When considering which departments and which workflows to look at, you may want to start with your most problematic areas. Chances are, as in the example above, processes are problematic because current technologies aren't aligned with the employees who use them. If you do see that a technological solution used in a certain workflow is well-aligned with its users, yet there are still inefficiencies within the workflow, try to determine if the solution is assigned to the right tasks. To help make this determination, consider if the technology is being used to help your employees:
- Execute more effectively
- Increase their speed to act
- Improve bottom-line profitability
If your solution does not help your employees in all three of these areas, see if there are other tasks it could be performing to achieve these results. For example, an interactive whiteboard that's used strictly for PowerPoint presentations doesn't enable employees to take full advantage of the interactive features. As a result, if remote customers aren't able to view the whiteboard on their smart devices or laptops, communication gaps are created. In a case like this, you may decide to complement your whiteboard with other collaboration tools that can help your employees deliver more interactive presentations that can engage remote customers — providing them with the full visual and audio experience no matter where they are in the world. Your employees can then execute meetings more effectively, deliver information faster and help to increase profitability by improving the customer experience.
Regardless of what types of digital technologies you have in place today, you should assess every process throughout your organization to determine whether or not each solution is a good fit. Once you optimize the way you assign tasks to technological solutions, you can further improve how these technologies are being used by your employees.
Technique
Consider how your employees engage with technology to get the most out of your digital transformationA digital transformation is not about deploying technology, it's about embracing it to get the results you need. You want to be able to walk into a room with a turnkey solution that's quick to get going and easy to use. When you've done your due diligence by aligning people with your technology and assigning tasks to your solutions, you've already made it easier for employees to learn how to use technology more strategically. From there, you and your team can continuously adapt techniques that strengthen the technology-employee partnership.
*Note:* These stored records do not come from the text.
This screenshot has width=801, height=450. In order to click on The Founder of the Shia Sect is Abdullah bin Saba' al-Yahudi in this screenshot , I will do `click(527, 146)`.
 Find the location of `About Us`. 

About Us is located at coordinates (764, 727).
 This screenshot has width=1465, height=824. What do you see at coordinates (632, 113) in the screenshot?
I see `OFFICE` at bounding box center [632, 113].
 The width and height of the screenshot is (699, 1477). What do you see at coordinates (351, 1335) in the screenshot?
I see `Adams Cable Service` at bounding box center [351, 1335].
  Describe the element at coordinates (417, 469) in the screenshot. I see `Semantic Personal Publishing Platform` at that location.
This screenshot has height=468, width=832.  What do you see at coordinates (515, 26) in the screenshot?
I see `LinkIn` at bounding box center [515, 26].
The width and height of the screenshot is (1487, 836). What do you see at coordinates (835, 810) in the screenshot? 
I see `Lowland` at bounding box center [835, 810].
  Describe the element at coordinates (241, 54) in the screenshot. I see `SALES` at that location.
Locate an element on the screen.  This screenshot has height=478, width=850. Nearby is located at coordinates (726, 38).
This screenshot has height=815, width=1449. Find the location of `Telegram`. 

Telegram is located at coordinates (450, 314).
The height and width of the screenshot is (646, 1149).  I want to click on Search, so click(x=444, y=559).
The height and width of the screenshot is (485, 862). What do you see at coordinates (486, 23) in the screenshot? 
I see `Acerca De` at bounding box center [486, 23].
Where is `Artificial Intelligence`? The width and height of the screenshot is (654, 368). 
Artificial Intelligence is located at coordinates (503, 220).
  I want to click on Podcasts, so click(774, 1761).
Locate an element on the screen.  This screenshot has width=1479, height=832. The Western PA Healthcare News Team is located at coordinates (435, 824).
Let's look at information management solutions as an example. These types of solutions offer a variety of benefits, such as:
Allowing employees to access and share data quickly and easily
Optimizing processes and speeding up workflows with automation
Helping employees deliver more accurate information by centralizing content and reducing data redundanciesThese benefits alone can help to drive business strategies, but employees can accomplish even more with such easy access to precise data — such as adapting more innovative ways to use these tools to gain actionable insights. The business insights that can result from easier access to data can help you break into new markets, build stronger relationships with customers and further increase productivity.
Whether you're evaluating how your employees use data management tools, collaboration solutions, mobile technologies or other digital solutions, there's often a possibility that your team can find more ways to use the technology — adding more value to your business. Keep in mind that a digital transformation is a circular process. Technology is always changing, so continuously revisiting the alignment-assignment-technique process is vital if you want to stay competitive.